[Records drawn from a dataset]
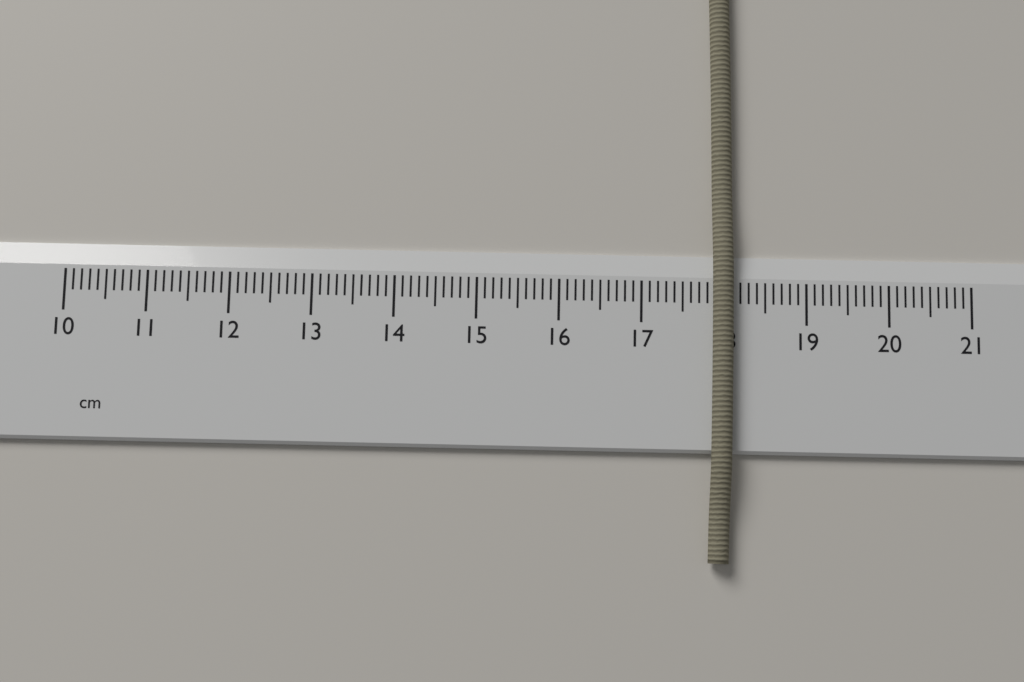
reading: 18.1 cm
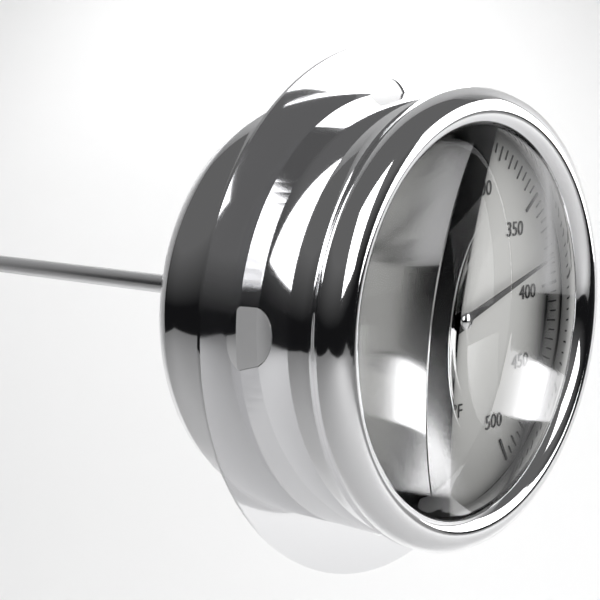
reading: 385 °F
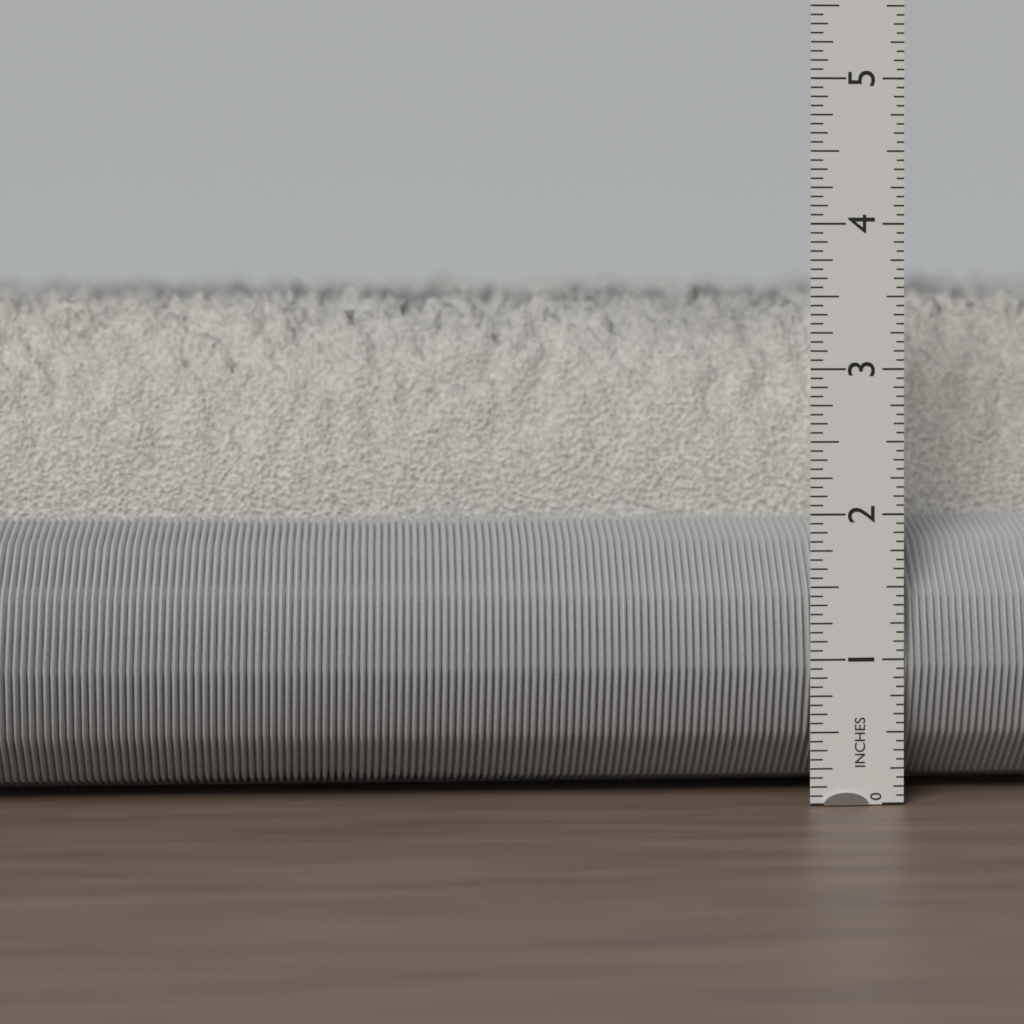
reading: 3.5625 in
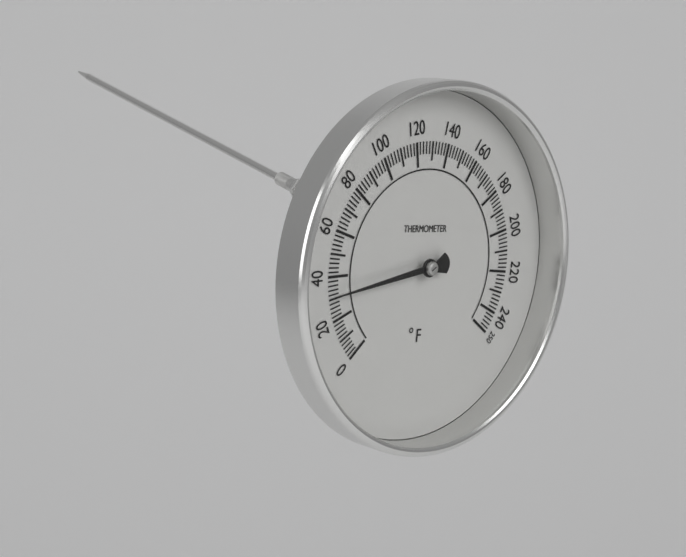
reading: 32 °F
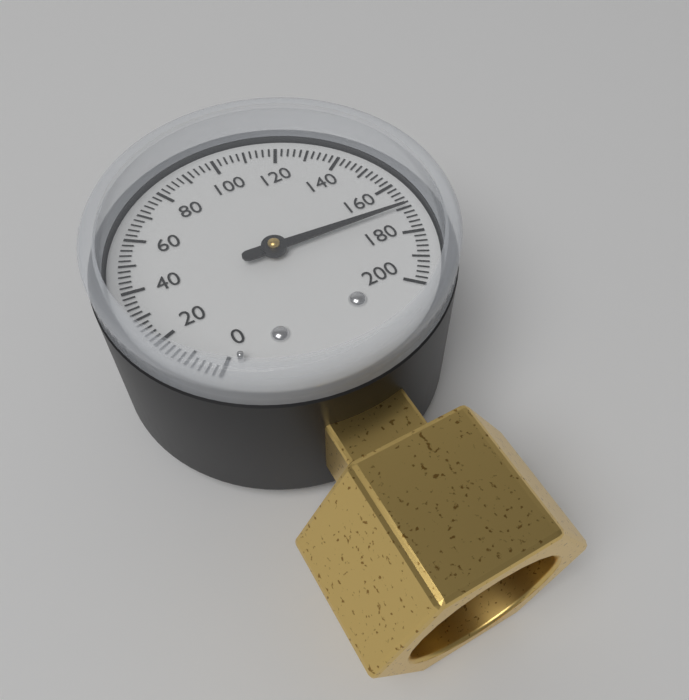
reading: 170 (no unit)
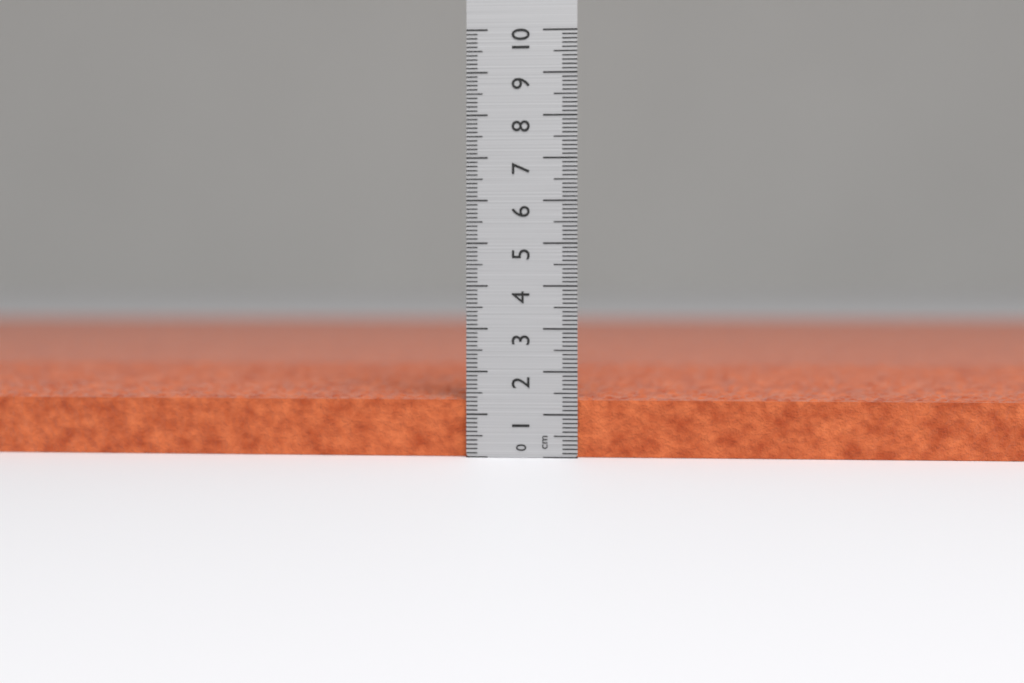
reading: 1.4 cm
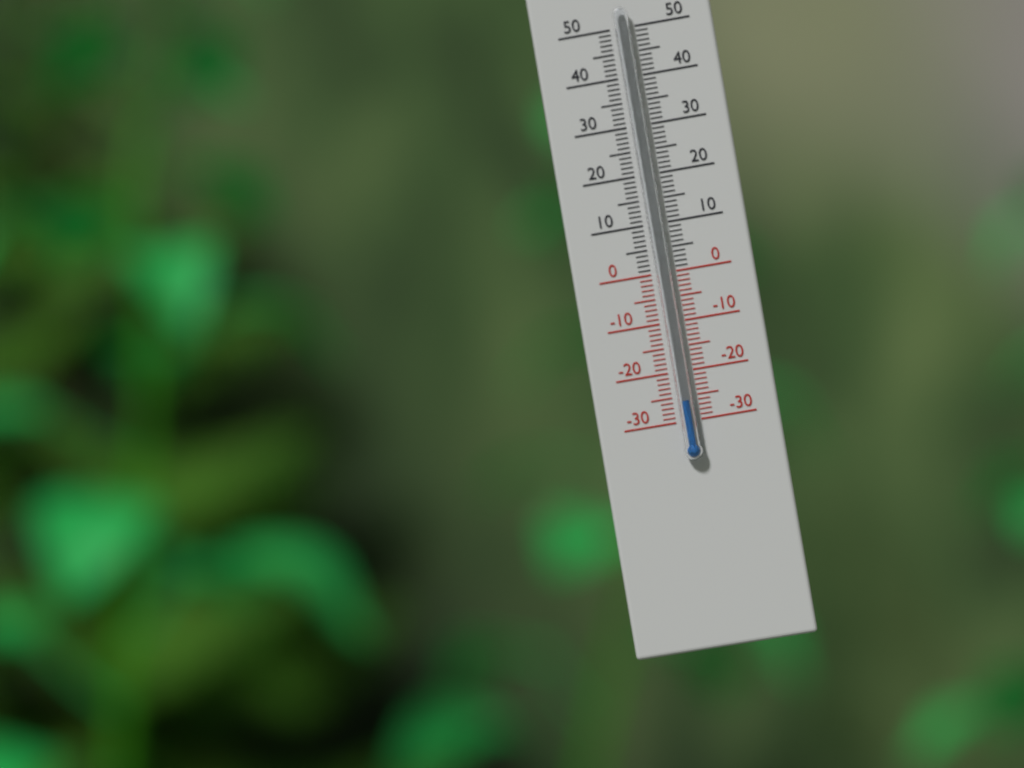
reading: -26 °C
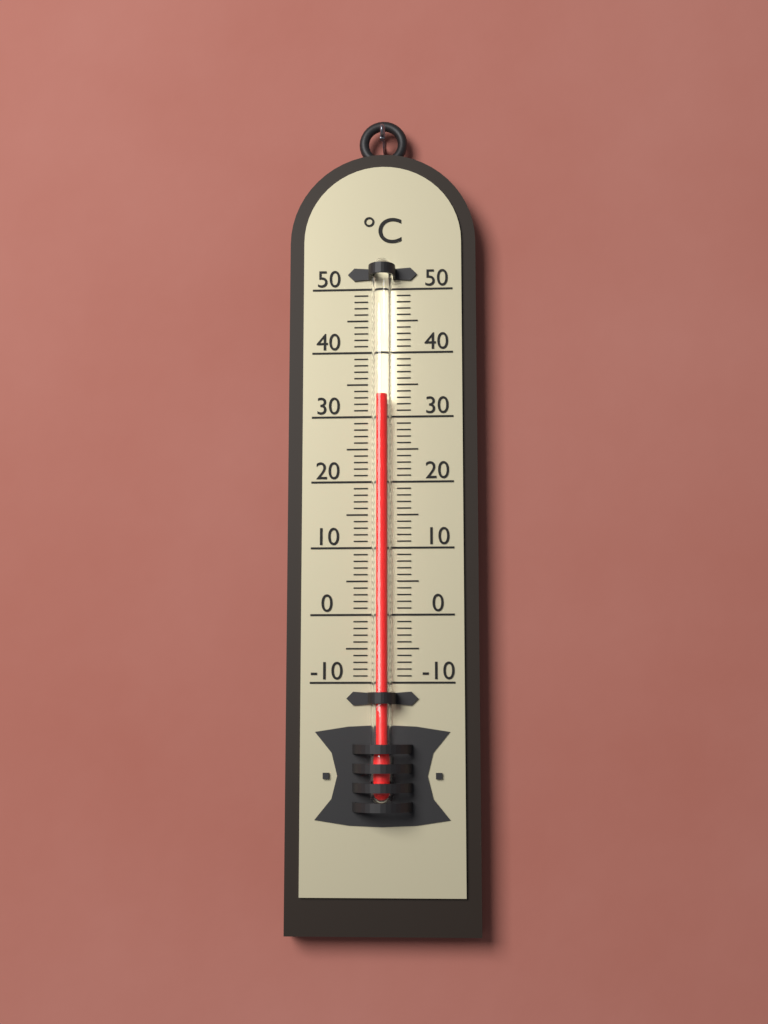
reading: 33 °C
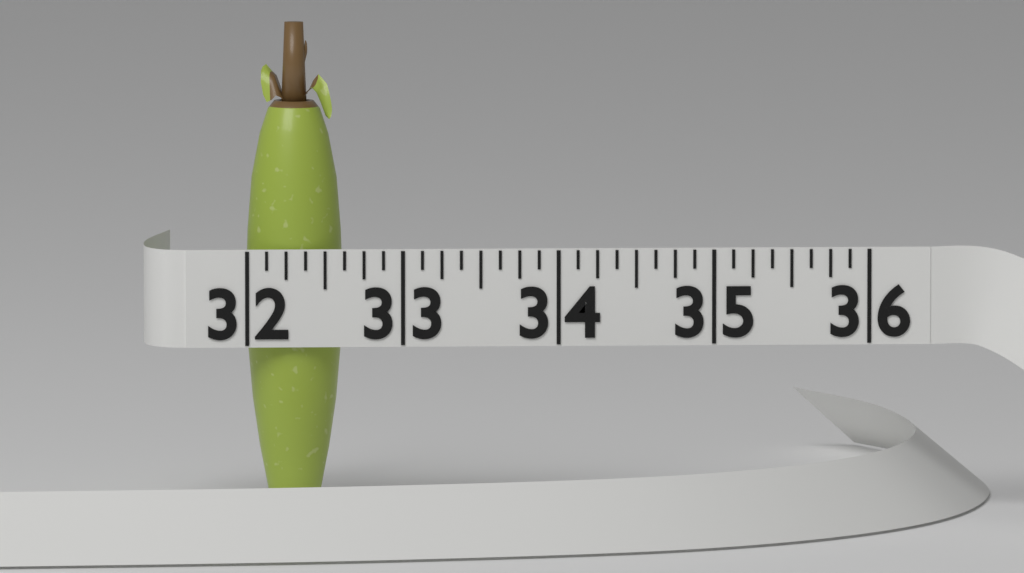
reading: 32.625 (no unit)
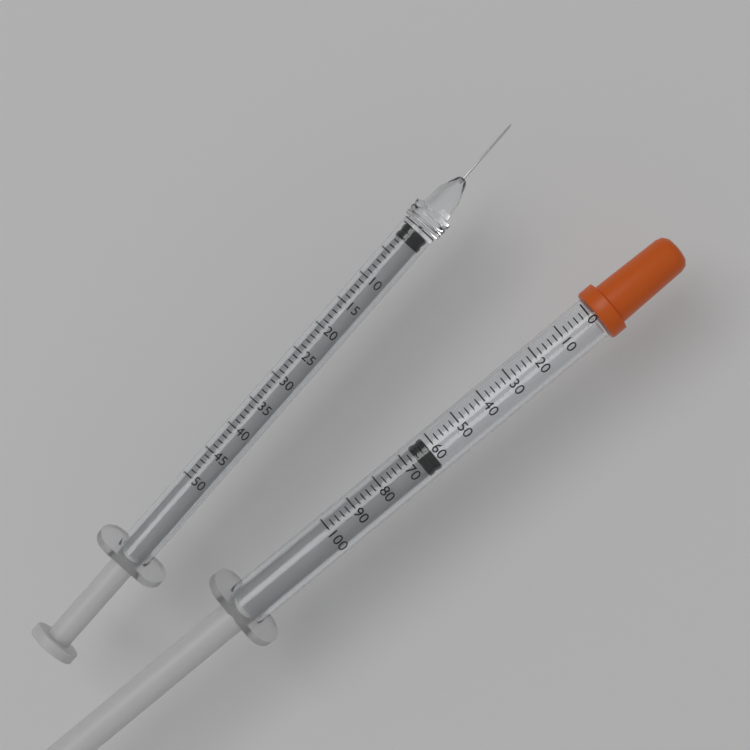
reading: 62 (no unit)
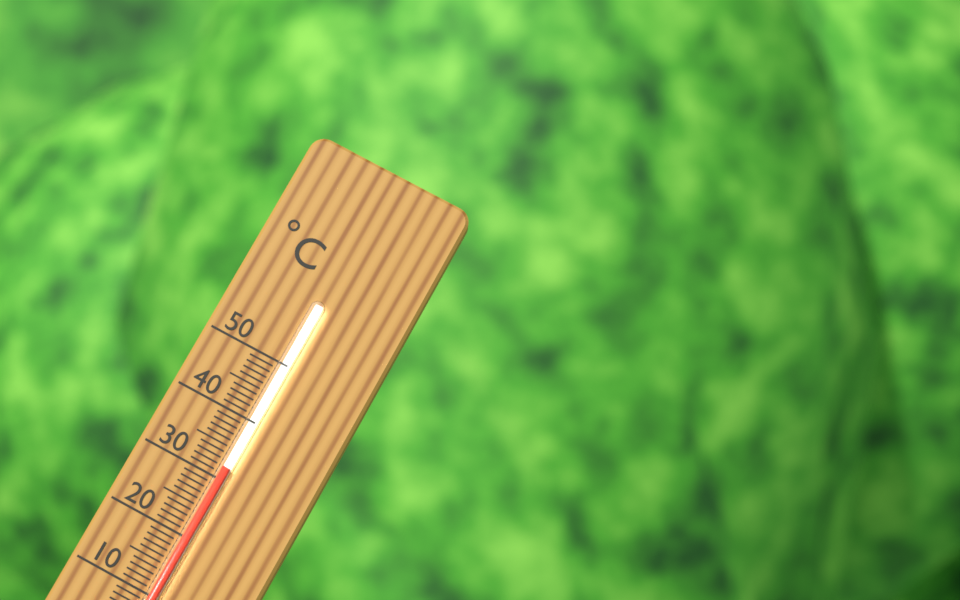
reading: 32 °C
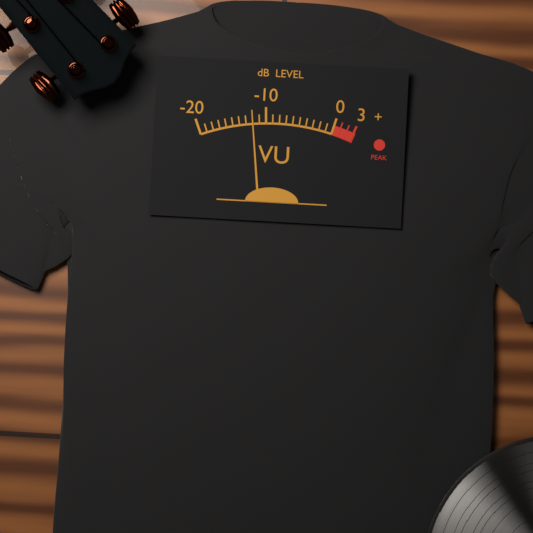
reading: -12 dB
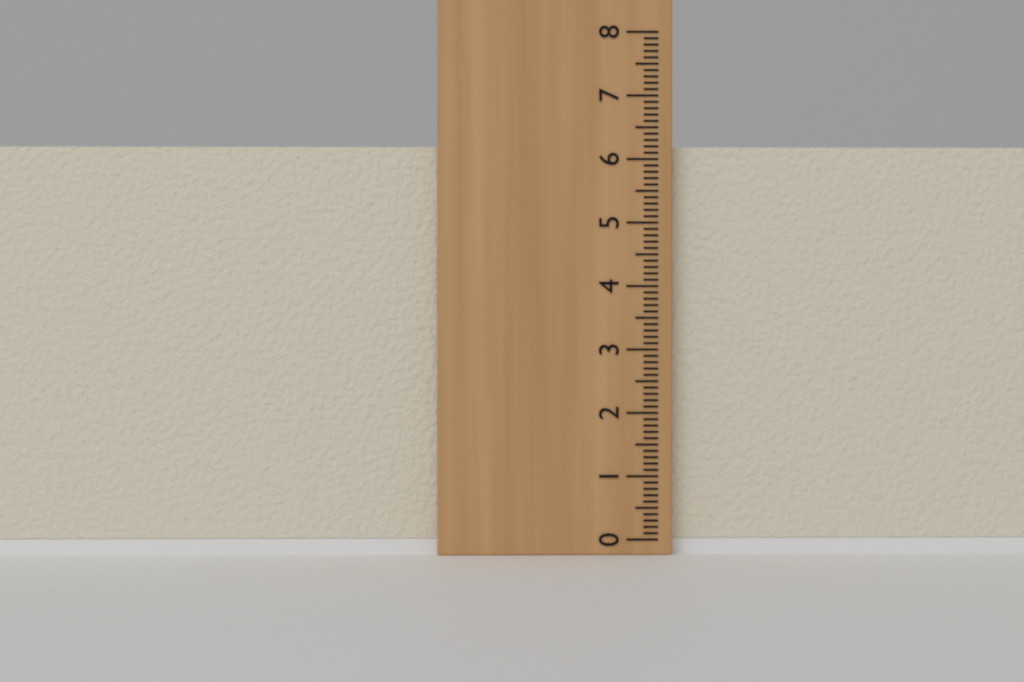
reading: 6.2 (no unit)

## Task brief
A faithful, word-for-word version of the records above is needed, with no images in it.

## Answer space
reading: 18.1 cm
reading: 385 °F
reading: 3.5625 in
reading: 32 °F
reading: 170 (no unit)
reading: 1.4 cm
reading: -26 °C
reading: 33 °C
reading: 32.625 (no unit)
reading: 62 (no unit)
reading: 32 °C
reading: -12 dB
reading: 6.2 (no unit)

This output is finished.